Activity :: The copy must match the data below line for line and contain no images.

+++++

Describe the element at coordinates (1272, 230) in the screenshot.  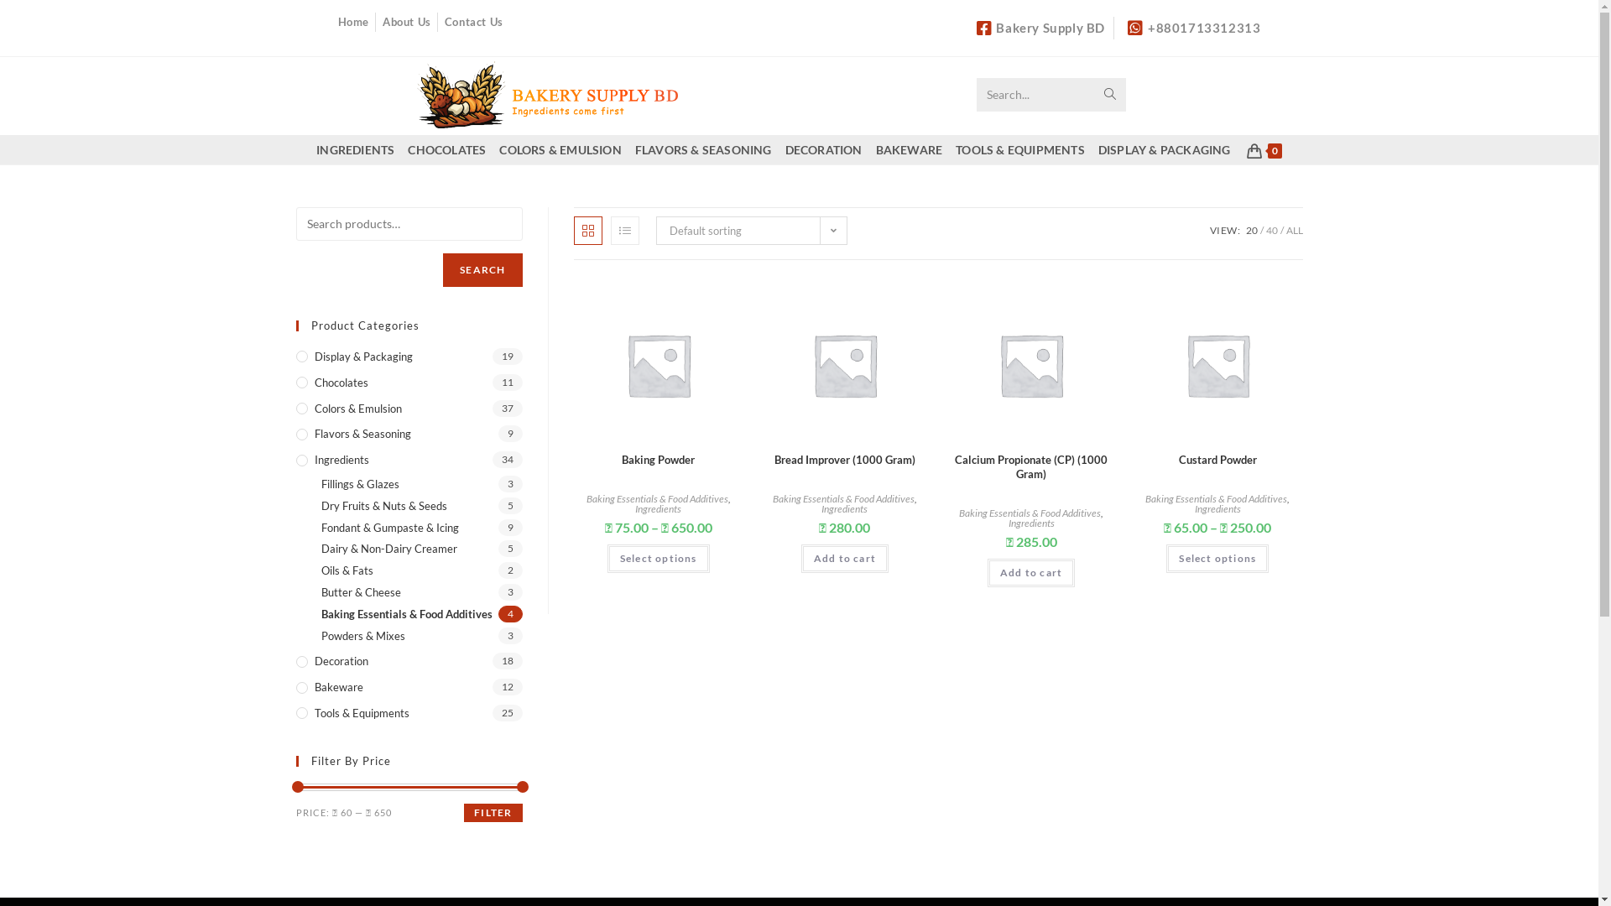
I see `40` at that location.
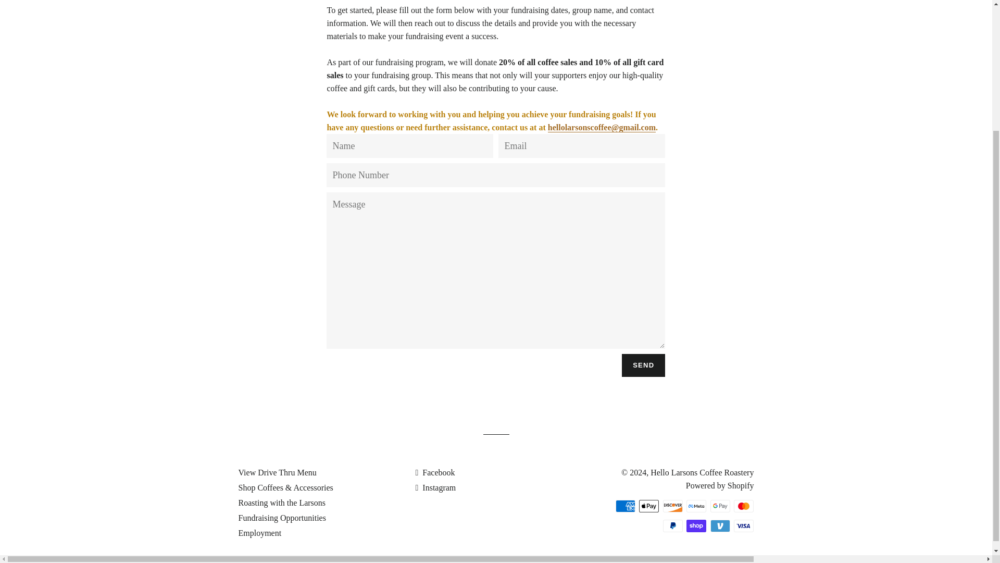 Image resolution: width=1000 pixels, height=563 pixels. I want to click on Powered by Shopify, so click(720, 485).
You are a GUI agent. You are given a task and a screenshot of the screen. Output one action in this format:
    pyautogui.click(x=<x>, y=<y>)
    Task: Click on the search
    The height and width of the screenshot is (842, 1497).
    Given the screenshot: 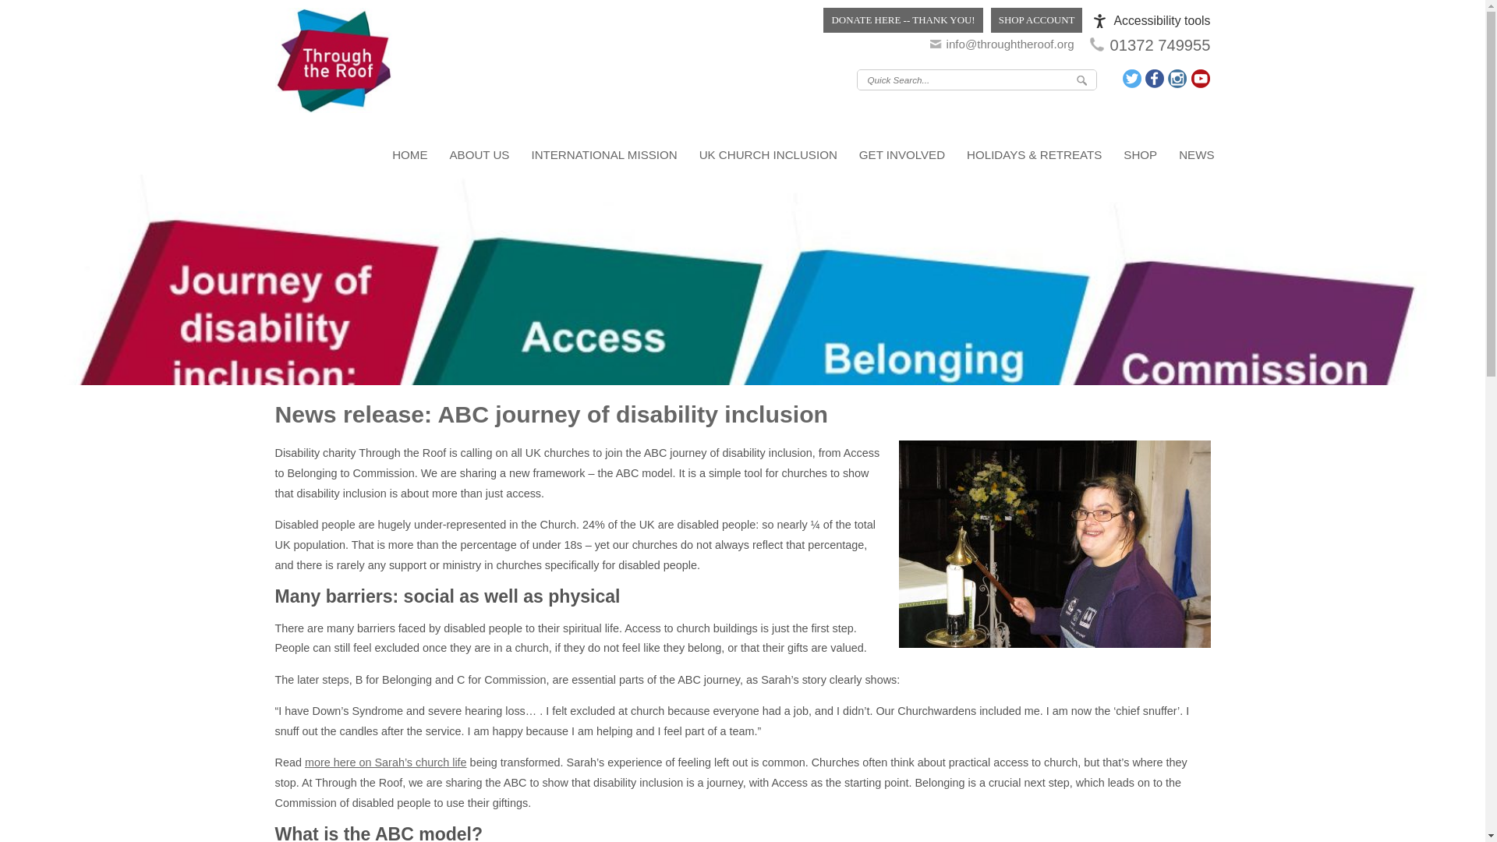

+++++

Solved problem ::
Describe the element at coordinates (1272, 230) in the screenshot.  
I see `40` at that location.
 Image resolution: width=1000 pixels, height=563 pixels. I want to click on Powered by Shopify, so click(720, 485).
You are a GUI agent. You are given a task and a screenshot of the screen. Output one action in this format:
    pyautogui.click(x=<x>, y=<y>)
    Task: Click on the search
    The height and width of the screenshot is (842, 1497).
    Given the screenshot: 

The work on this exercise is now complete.